Consistent with the foregoing, the Supreme Court had already found in 2003 in CUPE v. Ontario (Minister of Labour), supra that the Ontario Minister of Labour could not ignore the established list of mutually acceptable interest arbitrators and appoint retired judges to interest arbitration cases. The government of the day was unhappy with the results of interest arbitration in the health care sector. While acknowledging that retired judges would not necessarily lack impartiality, the Court concluded that interest arbitrators must also be independent and that independence in the interest arbitration sphere is guaranteed by training, expertise, and mutual acceptability. The Court went on to find that “the appointment of an inexpert and inexperienced chairperson to an interest arbitration board who is not seen as generally acceptable in the labour relations community is a deficit in approach that is both immediate and obvious.” It is difficult to see how restricting the discretion of an expert, experienced and mutually acceptable interest arbitrator by means of formulaic criteria or other such limitations that affect the outcome would be any less a deficit in approach that is both immediate and obvious.

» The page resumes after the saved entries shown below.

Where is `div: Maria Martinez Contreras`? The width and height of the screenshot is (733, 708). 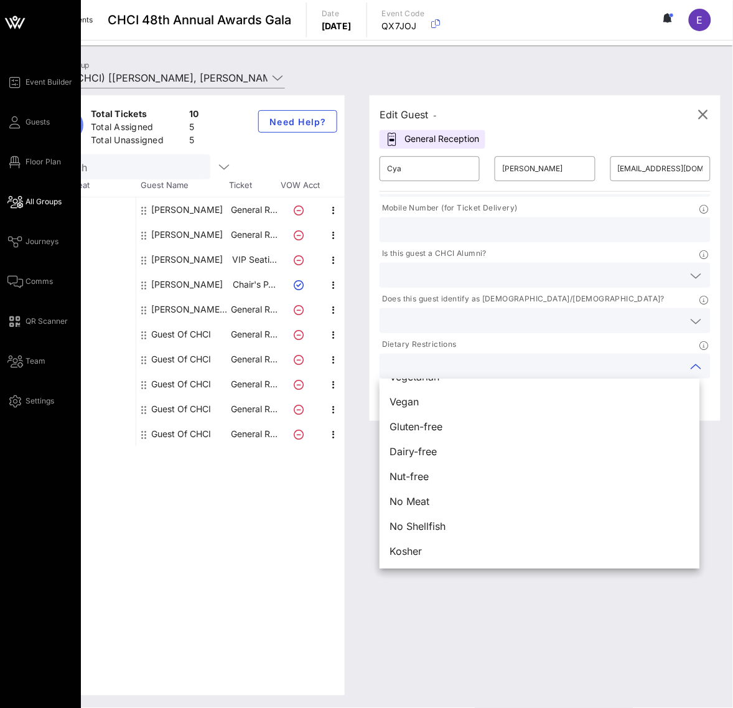 div: Maria Martinez Contreras is located at coordinates (187, 260).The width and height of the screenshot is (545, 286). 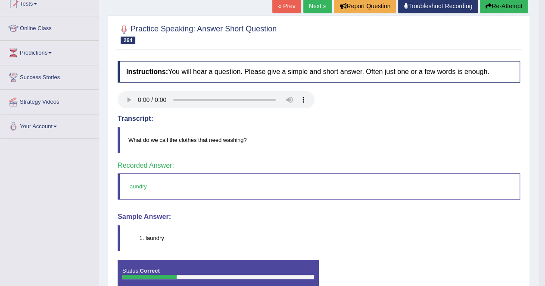 What do you see at coordinates (319, 186) in the screenshot?
I see `blockquote: laundry` at bounding box center [319, 186].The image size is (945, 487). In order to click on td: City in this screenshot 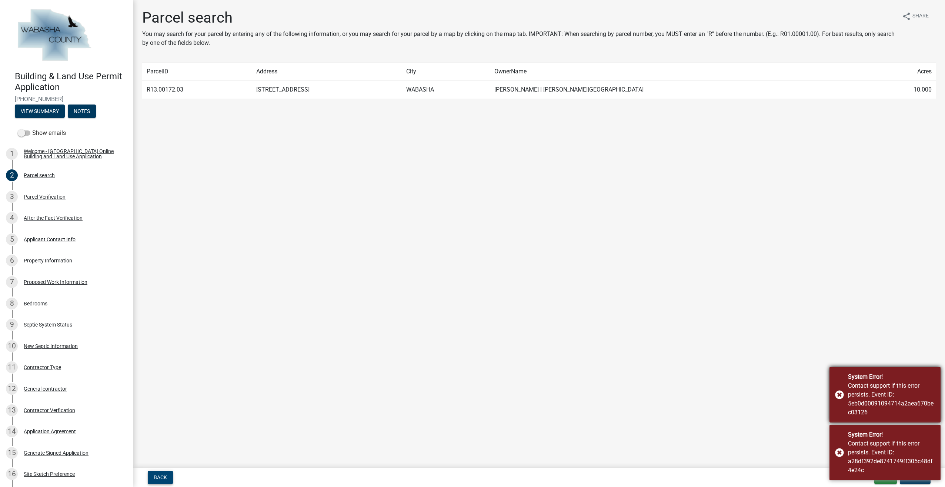, I will do `click(446, 72)`.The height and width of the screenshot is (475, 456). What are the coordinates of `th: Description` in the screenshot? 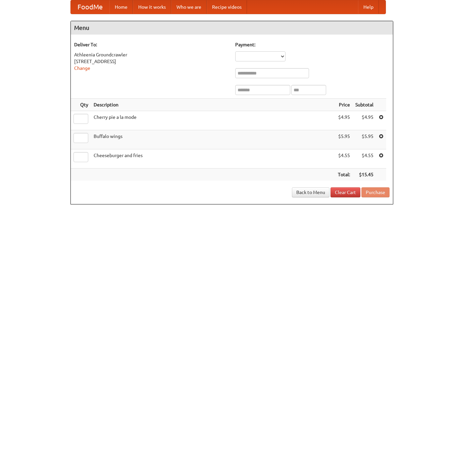 It's located at (213, 105).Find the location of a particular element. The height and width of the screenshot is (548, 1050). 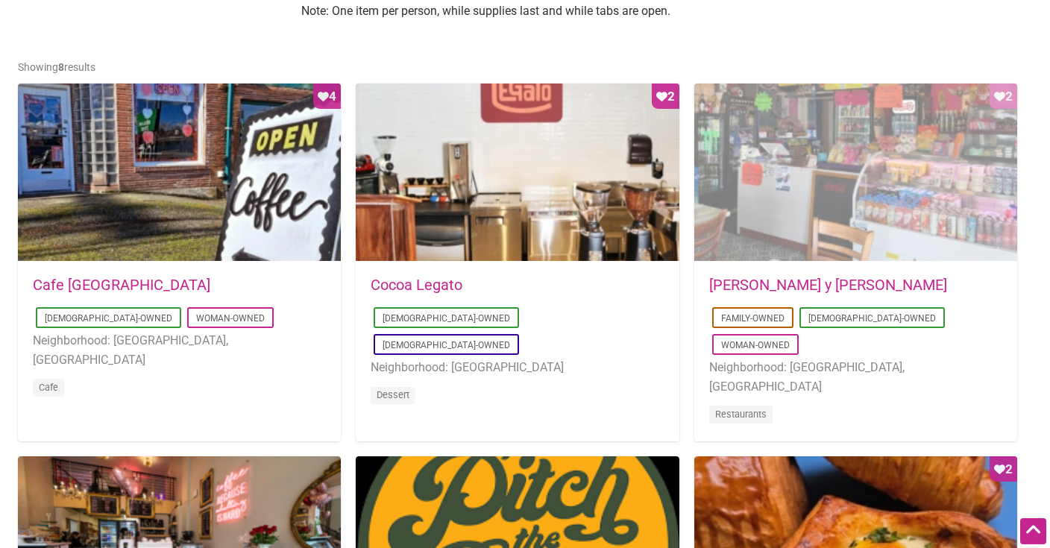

Given the foregoing, it is not surprising that the statutory criteria that govern interest arbitration generally, and this case in particular, are neither exhaustive nor formulaic. Under the law, for reasons related to fundamental fairness, interest arbitrators are provided with a broad discretion to consider not only the statutory criteria but all other factors that are relevant and to provide an appropriate weighting. Such discretion is the necessary underpinning to an interest arbitration process that, as the substitute for free collective bargaining, is fair, impartial and transparent.
Issues for Discussion
Do you agree with Burkett’s suggestion that a law that in effect binds an arbitrator’s discretion would violate Section 2(d) of the Charter? If so, do you think this spells trouble for politicians like Hudak who want to do just that?
Do you think that a government should be able to legislatively impose wage freezes or set raise amounts for its employees by statute, rather than through negotiation or neutral, free interest arbitration?